THE FIVE DESIGN PILLARS

Volkswagen announced the resumption of production of electric ID.3 after the stop due to the spread of the coronavirus pandemic. The Zwickau plant is working at reduced capacity and with a slower cycle. In the first start-up phase, production is about 50 ID.3s per day, one third of the volume established before the pandemic outbreak. Zwickau was the first Volkswagen plant located in Germany to resume production cautiously, following the shutdown that began in mid-March. Here are the general stylistic principles of ID.3, Klaus Bischoff, head of design for the Volkswagen group, tells us.

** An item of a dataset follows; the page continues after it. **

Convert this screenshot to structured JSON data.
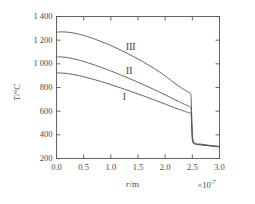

The Volkswagen ID.3 represents a clean break with the past. The vehicle design is the result of an entire re-thinking of the stylistic principles that will also inspire the aesthetics of many future Volkswagen models. “With the ID.3, the first Volkswagen constructed on the platform dedicated to electric vehicles for the whole Group (MEB), we are debuting our five new design pillars. The first is pleasantness, thanks to soft and graceful lines; the second is simplicity, expressed in a clean design with curated surfaces”, recounts Klaus Bischoff, head of style for the German brand.

The third pillar is logic, which is essential to researching those solutions and ideas that make the ID.3 more usable in everyday life, followed by innovation: “The pencils of the 430 designers, who come from 30 different countries and who work at Volkswagen, are also guided by this theme. The aim is to create a vehicle that is defined by pleasant, functional lines, but which, at the same time, is an experience for the user”. The fifth and last principle is purity. Away with everything that confuses or is superfluous; only what we really need remains: “This doesn’t mean little care for detail – just the opposite. What isn’t necessary provokes confusion and a lack of grace. Instead, we have designed the ID.3 by researching order”.